Still they turned at orders, they held their guns tightly, and Marc absently touched his shoulder and found the strap of his rifle there.
“They’re not here, are they?” Lucky said quietly. He lit up another cigarette and followed the line of soldiers with his eyes. “Not really.”
“No,” Marc said, “I don’t think they are.”
“I can’t imagine,” Lucky wet his lips, suddenly becoming agitated, “I can’t imagine years of this place, Marc. I already have trouble remembering what home looks like. I ask my mother to write to me and tell me, so I won’t forget.” He turned to Marc with misty eyes full of memories he was struggling not to lose, “But when I do remember things they seem… cold. Don’t they? Like old things, past things that aren’t really there anymore.”
Marc stared back and did not know what to say. He thought of home, every day, and while he remembered every brick, every well-worn corner to his house, it was strangely distant. He remembered times, events, and people in that house, but it was as though reading it from a book. He could read every page, know all of the stories, but he could not go there.
“When we get home,” he started, determined to sound like Mat, to know that it was true, “we’ll go to the diamond at Bainbridge Park. We’ll play a pick up game. Then go home for dinner.” He lifted his cigarette to his lips, and his fingers shook. “It’ll be alright.”
“Will it?” Lucky pressed his lips together, his dark eyes searching. Then he turned to watch the soldiers drilling in the meadow. “I’m not sure it will be.”
Marc smoked his cigarette down to a stub and dropped it. It fizzled in the mud. “I’m not sure, either.”
The soldiers raised their guns and thrust their bayonets in unison, like little wind up toys. They were not thinking about the drill. Perhaps they were not thinking at all.
“We can’t end up like them, Yankee.”
“No,” Marc replied, “we can’t.”
As Marc returned to the trench, the front was quiet. The light snow brought with it stillness, as though the war had heard winter’s coming, and respectfully lay down to let it pass. As night came on the sky was soft with hazy light, and the sounds of the front died beneath that dampening blanket. Yet Marc could still hear the droning of the shells and the gunfire, distant as if miles away, but constant in his ears.
Just across from the factory where his father worked there was a small pier that jutted into the Delaware river.

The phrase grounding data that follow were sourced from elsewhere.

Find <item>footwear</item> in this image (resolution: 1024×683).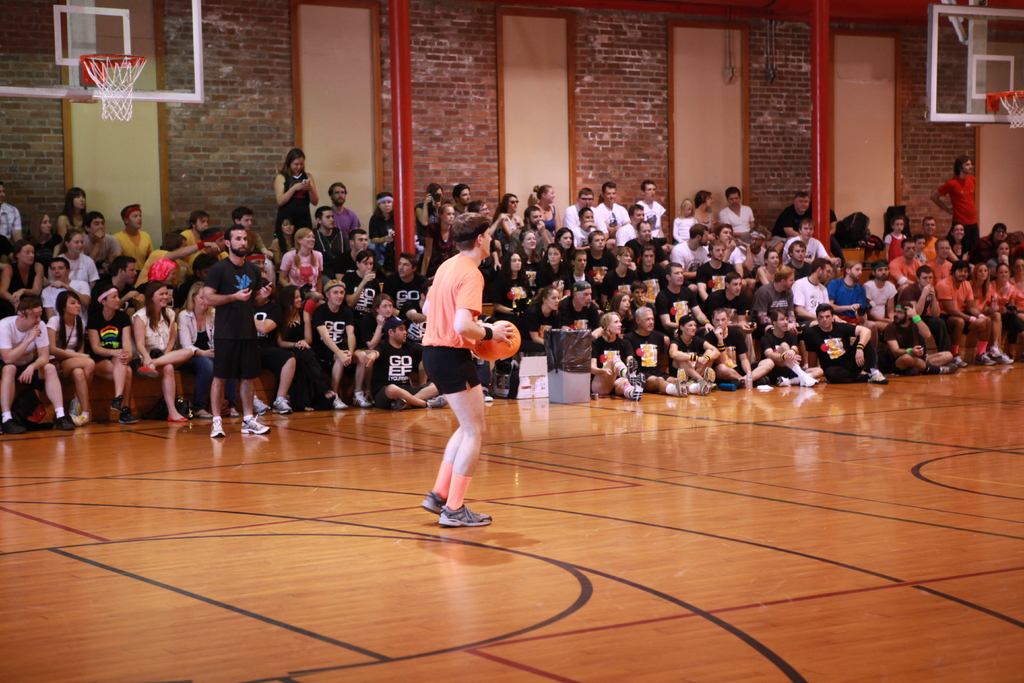
BBox(244, 413, 267, 436).
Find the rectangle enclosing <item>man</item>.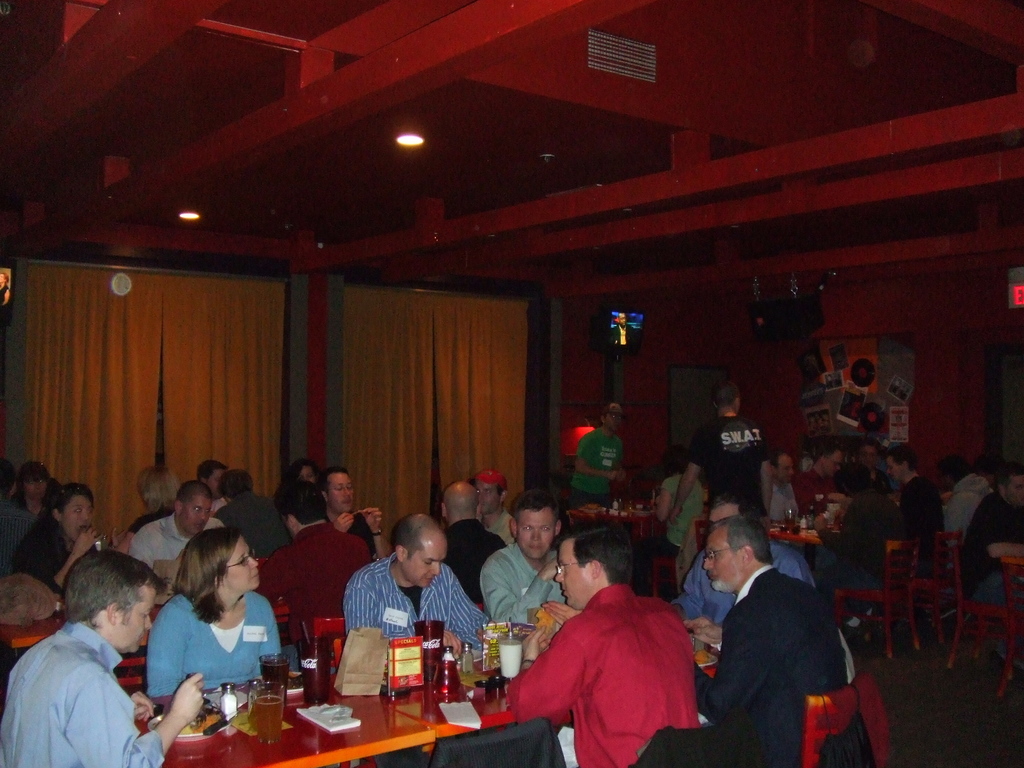
[797,438,868,550].
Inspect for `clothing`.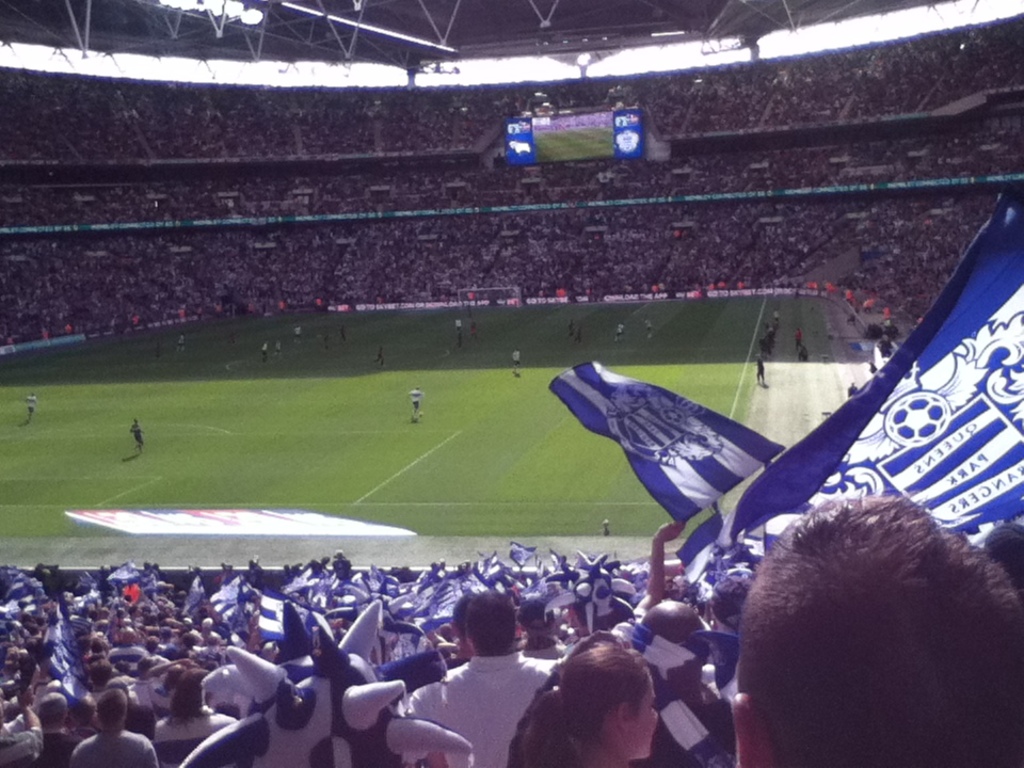
Inspection: box(125, 420, 144, 447).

The river ran deep there, and on the best summer nights of his youth, he sat at the edge of the pier and he fished for anything he could catch, watching the lights of New Jersey twinkle across the water, and the trains come and go along the bridge.
How could he forget it? Had he not spent twenty-two summers in that place? Was life not waiting there for him? But he remembered it as if he were looking at a painting, loving it, moved by it, yet not there with it at all.

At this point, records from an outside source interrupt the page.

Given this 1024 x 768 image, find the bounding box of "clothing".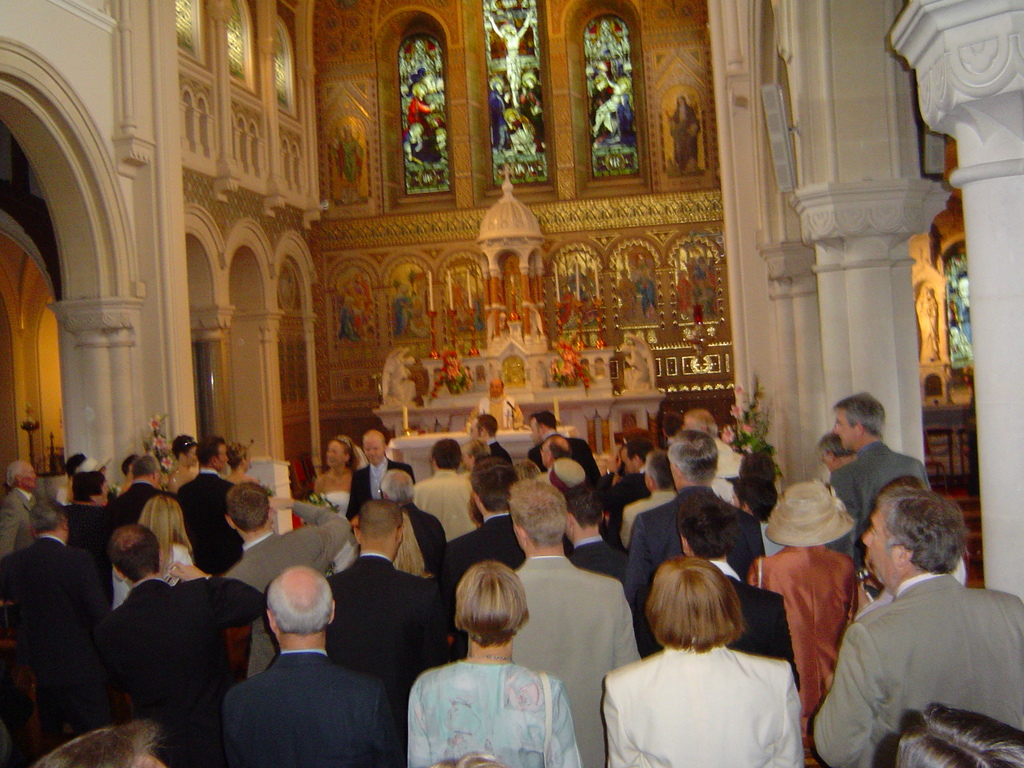
BBox(627, 480, 762, 608).
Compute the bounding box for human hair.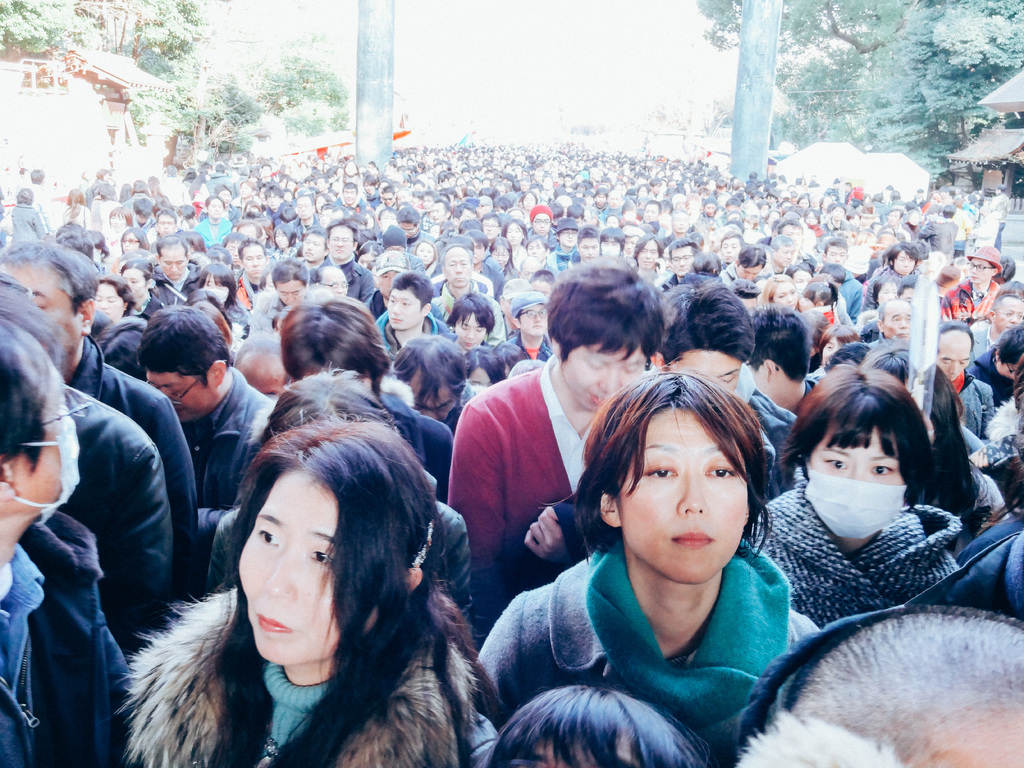
region(149, 392, 464, 761).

He touched the shoring on the trench wall and ran his fingers between the revetments. There were no such things as piers and quiet summers here. They were, like the British soldiers drilling on the meadow, things that were lost.
In the bowels of the reserve line, he came across Sam Kelley, who sat with one hand over his eyes. In his other, which dangled between his legs, was his harmonica. He had not played it since Chess Hopkins had died two months ago, but every night sat with it, as if he hoped to put it to his lips again, and never could bring himself to do it.

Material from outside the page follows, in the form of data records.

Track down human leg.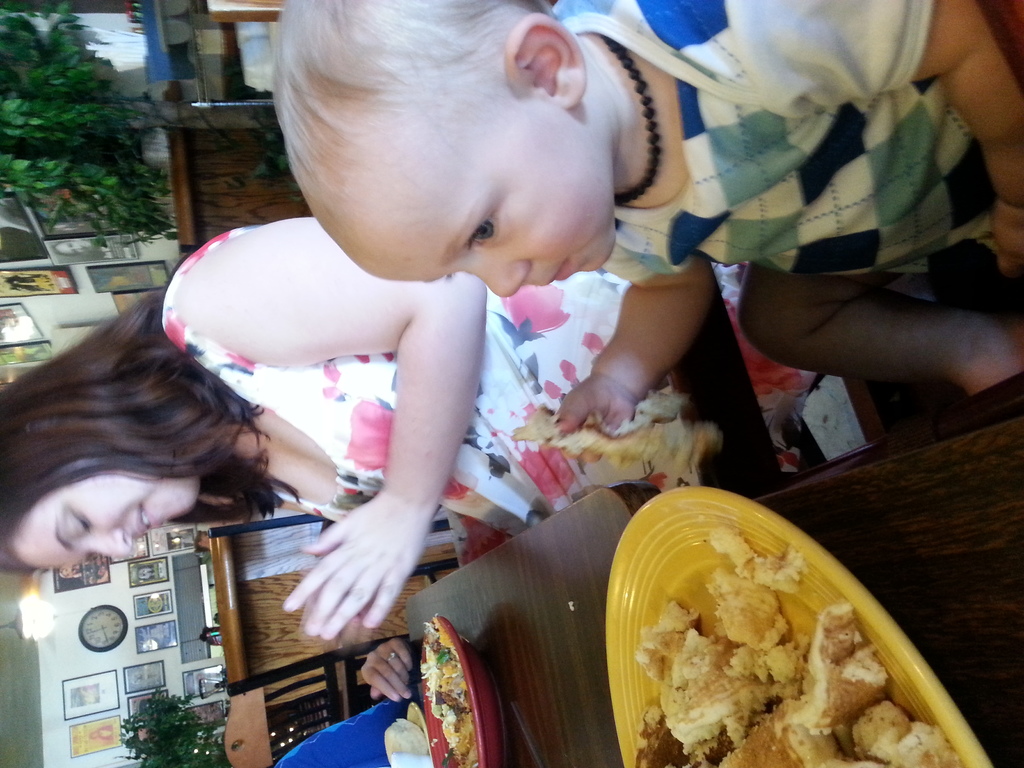
Tracked to bbox(738, 262, 1023, 399).
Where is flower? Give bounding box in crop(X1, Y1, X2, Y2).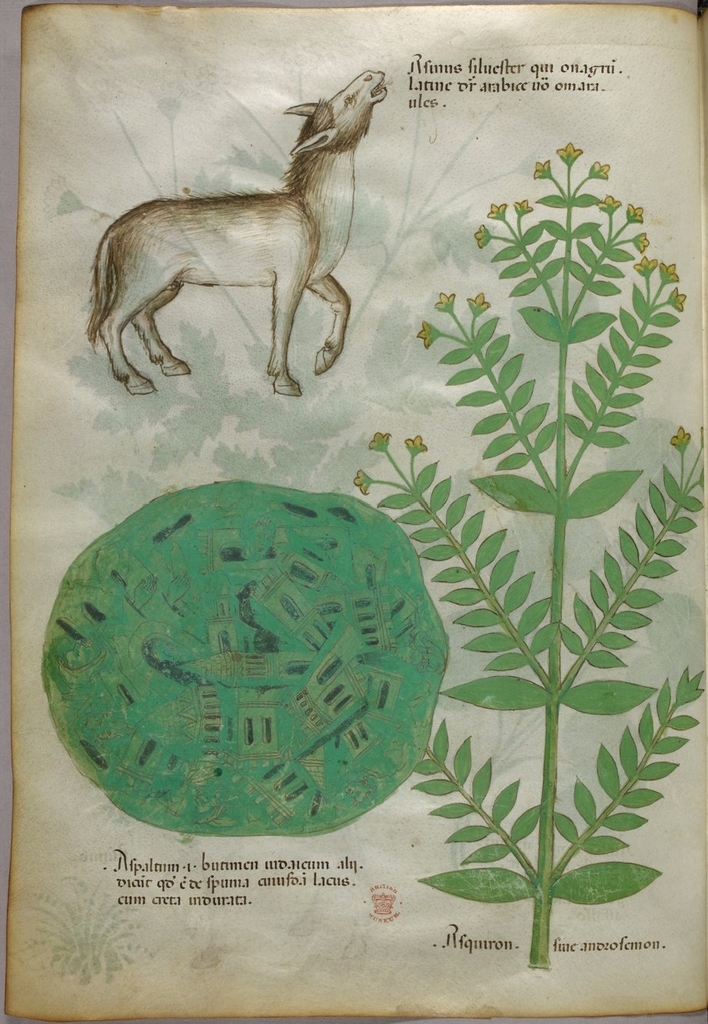
crop(556, 130, 575, 160).
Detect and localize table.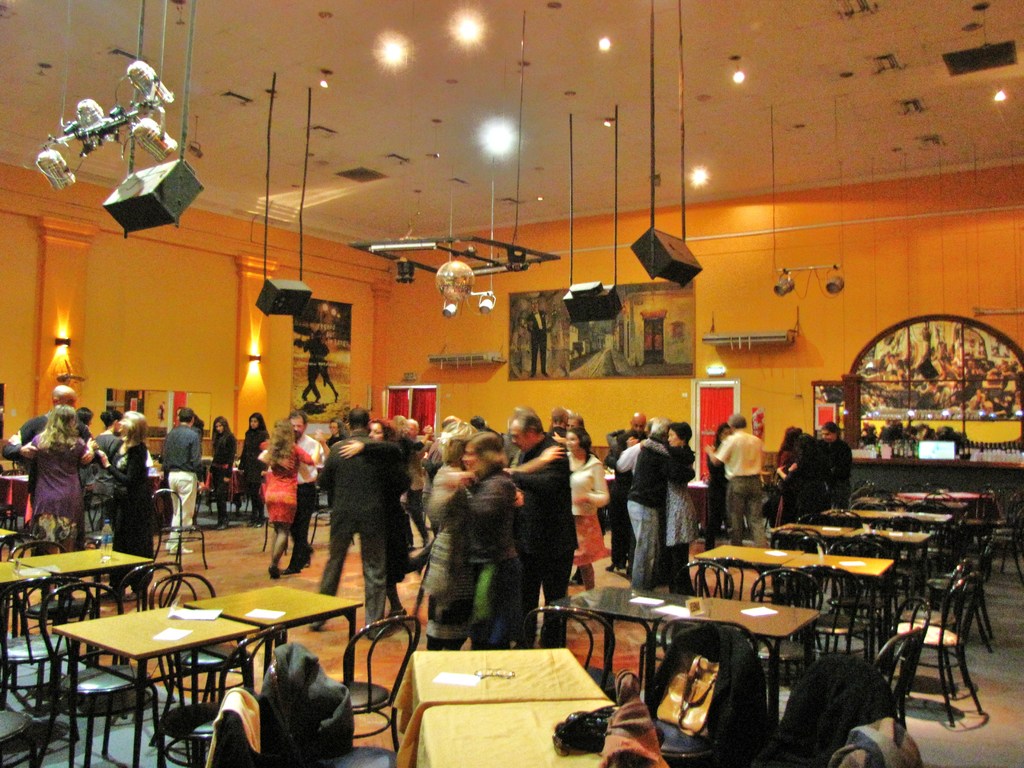
Localized at [758, 509, 936, 618].
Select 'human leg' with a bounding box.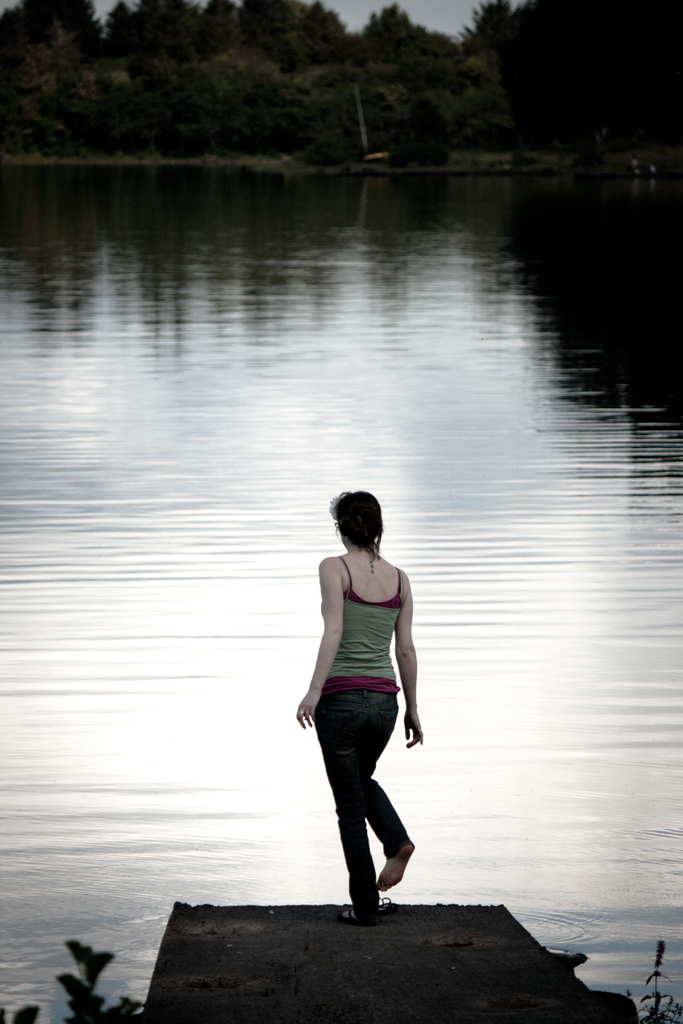
307 682 373 928.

Marc hesitated, watched Kelley, but the private was so immersed in grief he did not raise his head, so Marc moved on.
Grief, he had found, as much as love, was a sacred thing, which no one should intrude upon. But it was also a dangerous thing, it could swallow a man whole, just as the shell craters did, and he would disappear forever inside of it. For a moment, Marc imagined that Kelley might never play his harmonica again, that he might be swallowed, and it scared him more than the lifeless soldiers drilling, or even the dead lands.